The HTTP backend runs the same graph and streams answers over Server-Sent Events.
tubescholar
# or, equivalently:
uvicorn tube_scholar.main:app --reload --app-dir backend/srcInteractive API docs are auto-generated at http://localhost:8000/docs.
| Endpoint | Method | Status | Description |
|---|---|---|---|
/health |
GET | Working | Liveness probe. Returns status and version. |
/chat |
POST | Working | Streams the answer token by token over SSE. Body: {"message": "...", "thread_id": "..."}. |
/ingest |
POST | Stub | Placeholder for video ingestion over HTTP. The pipeline is wired into Chainlit today and will be connected here next. |
TubeScholar/
pyproject.toml package metadata, dependencies, and provider extras
.env.example documented environment variables
backend/
src/tube_scholar/ the importable Python package
main.py FastAPI app (mounts routers, exposes /health)
chainlit_app.py Chainlit chat UI (streams the graph)
core/
config.py typed settings loaded from .env
graph.py LangGraph assembly (classify -> route -> supervisor)
models.py provider-agnostic chat-model construction
api/
chat.py POST /chat (SSE streaming)
ingest.py POST /ingest (stub)
agents.py the verification agent
func.py state, intent classifier, WikiVerifier, RAGEvaluator
video_ingestion.py the YouTube ingestion pipeline
tests/ pytest suite
notebooks/ experiments and scratch work
frontend/ planned Vite + React single-page app
data/ local vector DB, checkpoints, transcripts (gitignored)
Run the test suite with pytest (after installing the dev extra).
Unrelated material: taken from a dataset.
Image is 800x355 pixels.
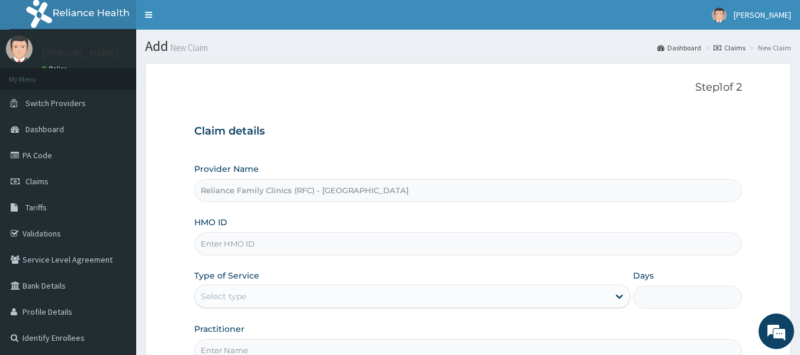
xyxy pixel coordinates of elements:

Evaluation is treated as a first-class signal, not an afterthought.
- A custom LLM-as-judge
RAGEvaluatorscores precision, recall, faithfulness, and relevance (each 0.0 to 1.0), using the same provider-agnostic model configuration as the rest of the app. - Runs are versioned (
rag-v1,rag-v2, and so on) and written to local CSVs, with one averaged summary row per run. (RAGAS was dropped as incompatible with the modern LangChain stack.) - The evaluator calls the vector store directly (bypassing the graph) to avoid LangChain format-string errors from curly braces in transcript chunks.
- LangSmith provides tracing across the pipeline via
@traceable.
Stretch goals
- Channel reputation scoring and a blended, explained trust score
- Dedicated relevance-grading agent and explicit usage-mode selector
- Connect the
/ingestendpoint and round out the FastAPI surface - Vite + React frontend over the FastAPI backend
- Deployment via Hugging Face Spaces or a VPS
- Chrome extension
Licensed under the Apache License 2.0. See LICENSE for the full text.